We used this hybrid approach to help a US-based healthcare technology company containerize their Windows-based legacy applications and move to a cloud-agnostic architecture leveraging Azure Kubernetes Service. This helped them navigate deployment complexities and reduce the time and effort spent on customer support while eliminating Windows dependencies.

02

Follow the Twelve-Factor App methodology for cloud-native development

Developers and DevOps engineers can leverage the Twelve-Factor App methodology to build containerized applications that are resilient, portable, and cloud-agnostic. This methodology spells out best practices across twelve important factors, including codebase, dependencies, configurations, processes, concurrency, and logs, among others. Implementing these guidelines helps enterprises achieve the level of innovation, speed, and agility they need to succeed in the marketplace. You can apply the Twelve-Factor methodology to applications written in any programming language, regardless of which combination of backing services (database, queue, memory cache, etc.) you use.We successfully used this methodology to develop a self-service web portal for a Fortune Global 500 insurance brokerage firm, leveraging containers for deployment. The portal enabled business users to seamlessly ingest data on their AWS data lake and reduced ingestion time from hours to minutes.

03

Include only necessary dependencies in the build

To keep containers as lightweight as possible, it is important to include only the necessary dependencies. Picture this – you are building a classic Apache/MySQL/PHP stack and are tempted to run all the components in a single container. However, the best practice is to use different containers for Apache, MySQL, and PHP (if you are running PHP-FPM). We suggest following the single-responsibility principle (SRP) to write clean, well-structured code focused on a single functionality, as this helps limit the dependency on other application components. We also recommend building smaller container images to enable faster uploads and downloads – the smaller an image, the faster it can be downloaded and run. In addition, smaller images can help you lower cloud storage costs and quickly scale up or down in response to application user traffic.

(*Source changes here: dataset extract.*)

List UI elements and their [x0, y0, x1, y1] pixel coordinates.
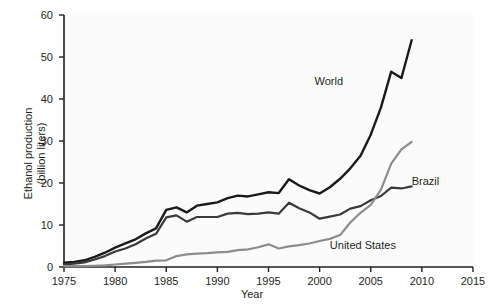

The Fortune Global 500 insurance brokerage firm also wanted to enable their end-users to upload data files to AWS and interact with Amazon SQS. By reducing the number of dependencies in the build, we were able to reduce the image size by almost 200 MB, enabling a seamless user experience.

04

Optimize for build cache

Creating effective, clean images is a vital step in containerization. When building an image, Docker skims through the instructions in your Dockerfile and executes them in the specified order. It also looks for reusable images in its cache and reuses layers from previous builds. This helps avoid the potentially costly step of recreating an image and helps improve build time significantly. To eliminate intermediate image layers, try reducing the number of instructions in your Dockerfile. For instance, you can choose to have a single command with all installation inputs instead of having multiple commands for the same.

We recently used this practice while building a Docker container for a machine learning algorithm. The image required multiple Python dependencies and the initial Docker file had separate “yum install” commands for each installation. By including all the installations in a single command, we could reduce intermediate image layers and reuse images easily across models.

05

Integrate image scanning as part of your CI/CD pipeline

In today’s ever-changing threat landscape, using trusted image sources is not enough. To ensure airtight security, you must integrate container image scanning with CI/CD tooling and processes. All images should be scanned in line with the organization’s security policy each time CI/CD is run to minimize the risk of attack vectors being installed on the organization’s network. As image build policies typically reside in a security engine, any security policy failure should trigger a failed build directly within your CI/CD system and provide the necessary remediation steps. To enable this, we recommend integrating image scanning as part of your pre-created CI pipelines. You can also leverage open source tools like Anchore and Qualys for performing image vulnerability scans each time an image is created with a new code.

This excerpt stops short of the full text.